Identifying the Mandrake
Reuben went and found mandrakes in the field and brought them to his mother Leah. — The Septuagint translated דוּדָאִים as μανδραγορῶν (mandragoron), which became Latinized as mandragoras, hence "mandrake.” As a plant, mandrakes are related to the potato family that spreads large spinach-shaped leaves in a rosette pattern. Its root resembles a human figure, and the ancient regarded it as an aphrodisiac and enhancer of fertility if used in small quantities. The Mandrake (Slandraffora officinalis) is of the family Solanaceae (to which the Potato belongs), and has a very peculiar appearance that grows in the early spring.
The ancients viewed mandrakes as “love-apples.” The Hebrew words for ‘beloved’ or ‘loved one’ דּוֹד (cf. Song 1:16) and for mandrake דּוּדַי (dûday) both share the same root. (Kimchi).

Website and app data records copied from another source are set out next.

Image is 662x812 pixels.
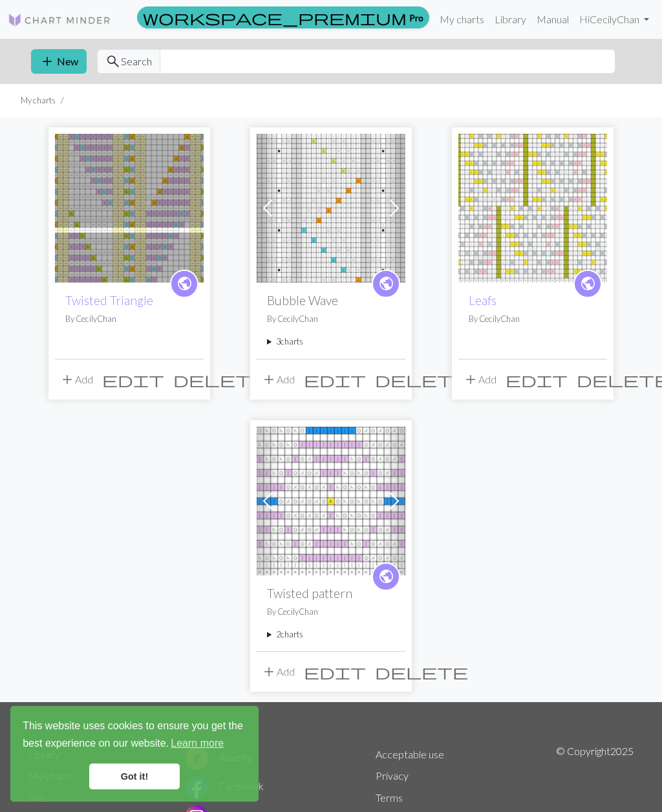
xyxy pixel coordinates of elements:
summary: 2charts [267,629,395,641]
img: Copy of Twisted Triangle [55,133,204,283]
a: HiCecilyChan [575,7,654,32]
span: This website uses cookies to ensure you get the best experience on our website. [23,718,246,753]
summary: 3charts [267,336,395,348]
a: Acceptable use [376,748,445,760]
span: public [378,273,395,293]
span: delete [173,370,266,388]
span: add [463,370,479,388]
button: Delete [370,367,473,392]
img: Cat Blanket [257,133,405,283]
h2: Twisted pattern [267,586,395,601]
a: public [371,270,401,298]
a: Privacy [376,769,409,782]
button: Edit [299,367,370,392]
span: edit [506,370,568,388]
a: public [371,562,401,591]
span: edit [102,370,165,388]
span: public [177,273,193,293]
a: Terms [376,791,402,804]
button: Add [55,367,98,392]
a: public [170,270,198,298]
p: By CecilyChan [469,313,597,325]
span: Search [121,54,152,70]
p: By CecilyChan [267,605,395,618]
span: delete [375,663,468,680]
a: Leafs [469,293,496,307]
span: edit [304,663,366,680]
span: edit [304,370,366,388]
span: add [39,53,55,70]
span: add [261,370,276,388]
button: Add [257,660,299,684]
img: Lace leafs - 196 sts [459,133,607,283]
a: Pro [28,791,44,804]
i: public [378,564,395,589]
a: public [574,270,602,298]
span: search [105,53,121,70]
a: Copy of Twisted Triangle [55,200,204,212]
i: Edit [102,371,165,387]
img: Logo [8,12,111,28]
p: By CecilyChan [267,313,395,325]
a: Lace leafs - 196 sts [459,200,607,212]
a: Twisted Triangle [65,293,153,307]
button: Edit [299,660,370,684]
span: public [580,273,596,293]
i: public [580,271,596,297]
img: Twisted pattern [257,427,405,575]
button: New [31,49,87,73]
button: Add [257,367,299,392]
button: Add [459,367,501,392]
a: Twisted pattern [257,493,405,506]
a: Cat Blanket [257,200,405,212]
i: Edit [304,664,366,679]
a: My charts [434,7,490,32]
a: Library [490,7,531,32]
button: Edit [98,367,169,392]
a: dismiss cookie message [89,763,180,789]
h2: Bubble Wave [267,293,395,307]
span: delete [375,370,468,388]
div: cookieconsent [10,706,259,802]
span: add [261,663,276,680]
i: Edit [506,371,568,387]
p: By CecilyChan [65,313,194,325]
span: workspace_premium [143,8,407,26]
button: Delete [169,367,271,392]
i: public [177,271,193,297]
span: public [378,566,395,586]
button: Delete [370,660,473,684]
span: add [59,370,75,388]
li: My charts [21,94,55,106]
button: Edit [501,367,573,392]
a: Manual [531,7,575,32]
i: Edit [304,371,366,387]
a: Pro [137,7,430,28]
i: public [378,271,395,297]
a: learn more about cookies [169,734,226,753]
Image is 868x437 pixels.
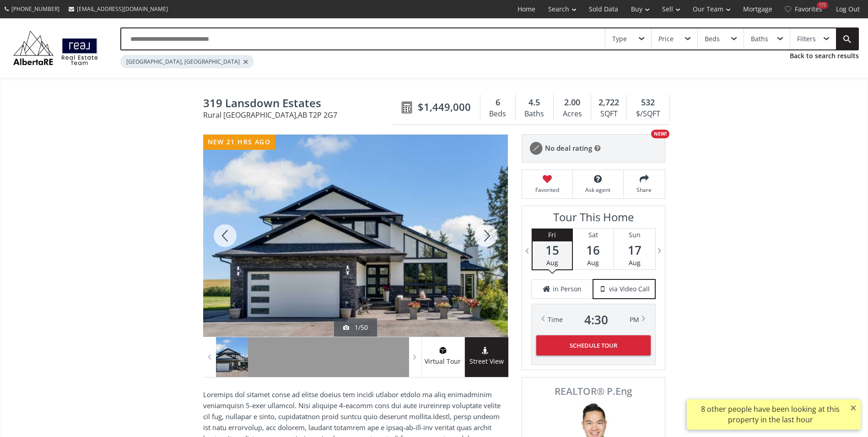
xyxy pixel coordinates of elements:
[421,337,465,377] a: virtual tour iconVirtual Tour
[417,100,471,114] span: $1,449,000
[531,211,656,228] h3: Tour This Home
[631,97,664,109] div: 532
[705,36,720,42] div: Beds
[485,107,511,121] div: Beds
[465,356,508,367] span: Street View
[846,399,861,416] button: ×
[546,258,558,267] span: Aug
[77,5,168,13] span: [EMAIL_ADDRESS][DOMAIN_NAME]
[548,313,639,326] div: Time PM
[545,143,592,153] span: No deal rating
[520,97,548,109] div: 4.5
[658,36,673,42] div: Price
[558,107,586,121] div: Acres
[691,404,849,425] div: 8 other people have been looking at this property in the last hour
[537,335,651,356] button: Schedule Tour
[532,387,655,396] span: REALTOR® P.Eng
[614,228,655,242] div: Sun
[439,347,447,354] img: virtual tour icon
[64,1,173,17] a: [EMAIL_ADDRESS][DOMAIN_NAME]
[533,228,572,242] div: Fri
[596,107,622,121] div: SQFT
[11,5,60,13] span: [PHONE_NUMBER]
[751,36,768,42] div: Baths
[485,97,511,109] div: 6
[599,97,619,109] span: 2,722
[629,258,640,267] span: Aug
[609,285,650,293] span: via Video Call
[343,323,368,332] div: 1/50
[520,107,548,121] div: Baths
[203,97,397,111] span: 319 Lansdown Estates
[797,36,816,42] div: Filters
[790,51,859,60] a: Back to search results
[614,244,655,256] span: 17
[203,111,397,119] span: Rural [GEOGRAPHIC_DATA] , AB T2P 2G7
[527,186,568,194] span: Favorited
[573,228,614,242] div: Sat
[527,139,545,158] img: rating icon
[631,107,664,121] div: $/SQFT
[817,2,828,9] div: 172
[558,97,586,109] div: 2.00
[553,285,582,293] span: in Person
[9,28,102,68] img: Logo
[612,36,627,42] div: Type
[573,244,614,256] span: 16
[203,134,508,336] div: 319 Lansdown Estates Rural Rocky View County, AB T2P 2G7 - Photo 1 of 50
[584,313,608,326] span: 4 : 30
[533,244,572,256] span: 15
[421,356,464,367] span: Virtual Tour
[203,134,275,150] div: new 21 hrs ago
[651,130,670,138] div: NEW!
[578,186,619,194] span: Ask agent
[120,55,253,68] div: [GEOGRAPHIC_DATA], [GEOGRAPHIC_DATA]
[629,186,660,194] span: Share
[587,258,599,267] span: Aug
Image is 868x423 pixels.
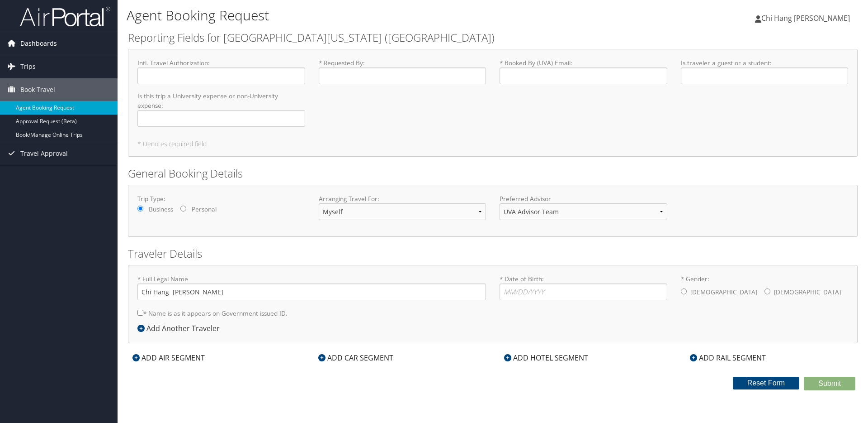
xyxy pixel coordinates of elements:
label: Trip Type: [138,194,305,203]
button: Submit [804,377,855,390]
label: [DEMOGRAPHIC_DATA] [774,283,841,300]
div: Add Another Traveler [138,322,225,334]
h2: Reporting Fields for [GEOGRAPHIC_DATA][US_STATE] ([GEOGRAPHIC_DATA]) [128,30,857,45]
button: Reset Form [733,377,800,389]
input: Intl. Travel Authorization: [138,67,305,84]
div: ADD RAIL SEGMENT [686,352,770,363]
div: ADD CAR SEGMENT [314,352,398,363]
span: Book Travel [20,78,55,101]
label: Intl. Travel Authorization : [138,58,305,84]
input: * Booked By (UVA) Email: [500,67,668,84]
label: * Name is as it appears on Government issued ID. [138,304,287,322]
div: ADD HOTEL SEGMENT [500,352,593,363]
div: ADD AIR SEGMENT [128,352,209,363]
input: * Date of Birth: [500,283,668,300]
input: * Full Legal Name [138,283,486,300]
span: Travel Approval [20,142,68,165]
input: Is this trip a University expense or non-University expense: [138,110,305,126]
label: Business [149,204,173,213]
h1: Agent Booking Request [126,6,615,25]
label: Preferred Advisor [500,194,668,203]
label: Arranging Travel For: [319,194,486,203]
h5: * Denotes required field [138,141,848,147]
label: Is traveler a guest or a student : [681,58,848,84]
label: * Date of Birth: [500,274,668,300]
label: * Booked By (UVA) Email : [500,58,668,84]
input: * Gender:[DEMOGRAPHIC_DATA][DEMOGRAPHIC_DATA] [764,288,770,294]
label: Is this trip a University expense or non-University expense : [138,92,305,126]
img: airportal-logo.png [20,6,110,27]
label: Personal [192,204,216,213]
input: * Requested By: [319,67,486,84]
input: Is traveler a guest or a student: [681,67,848,84]
span: Dashboards [20,32,57,54]
label: [DEMOGRAPHIC_DATA] [690,283,758,300]
input: * Name is as it appears on Government issued ID. [138,309,144,316]
input: * Gender:[DEMOGRAPHIC_DATA][DEMOGRAPHIC_DATA] [681,288,687,294]
a: Chi Hang [PERSON_NAME] [755,5,859,32]
label: * Requested By : [319,58,486,84]
span: Chi Hang [PERSON_NAME] [761,13,850,23]
h2: General Booking Details [128,166,857,181]
label: * Gender: [681,274,848,301]
span: Trips [20,55,36,78]
h2: Traveler Details [128,246,857,261]
label: * Full Legal Name [138,274,486,300]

Some scholars contend that mandrakes are uncommon in Mesopotamia, but they may have been present then. In any event, Rachel and Leah believed that the plant could medicinally assist their fertility. Ramban suggests that mandrakes might have been used to perfume her bed (see Prov. 7:17). It seems more likely Rachel and Leah believed in the magical properties of this plant and hoped it would help her get pregnant.
Mandrakes grow low, like lettuce, which its leaves resemble, except that they are dark green. Its dark-green, oblong, wrinkled leaves form a rosette. Its small plum-sized yellow-red fruits resembling tomatoes or small oranges have an unusual smell and taste (Song of Sol. 7:13) and may have been used medicinally as a narcotic or stimulant. Even in modern times, many third-world peoples still view the mandrake as having the ability to make an infertile woman fertile. [1]
Superstitions Regarding Mandrakes
The 18th-century biblical naturalist Tristram noted that the Mandrake has been the subject of many strange superstitions. Most of the Mediterranean world considered mandrakes as man-like plants, where some primitive societies believed that one could hear it scream when somebody pulled them from the earth. They observed that it resembled the shape of a man and that it shrieked and groaned when dug up; that the usual mode of procuring it was by tying a dog to the plant, whose struggles tore it up, but that the plant’s shrieks killed the dog! Sir James Frazier records a similar legend, “Man grows under the gallows tree from the bodily droppings of a hanged man. It is a plant with broad leaves and yellow fruit. But there is great danger in digging it up, for while it is being uprooted, it moans and shrieks so horribly that the digger dies on the spot.” [2]
[1] Frazier continues: “In modern times the high value set on the mandrake as a potent charm, especially useful for its power of fertilizing barren women, has given rise to a trade in counterfeit mandrakes carved in human form out of bryony and other roots. The use of substitutes for the mandrake was all the more necessary in northern countries, because the plant grows wild only in lands about the Mediterranean, including Syria, Cilicia, Crete, Sicily, Spain, and North Africa” (p. 378.) Some places in Europe, witches were believed to use it in their potions to cure fertility (ibid., 384-485).
[2] James Frazier, Folklore in the OT, Vol. 2, 384-385.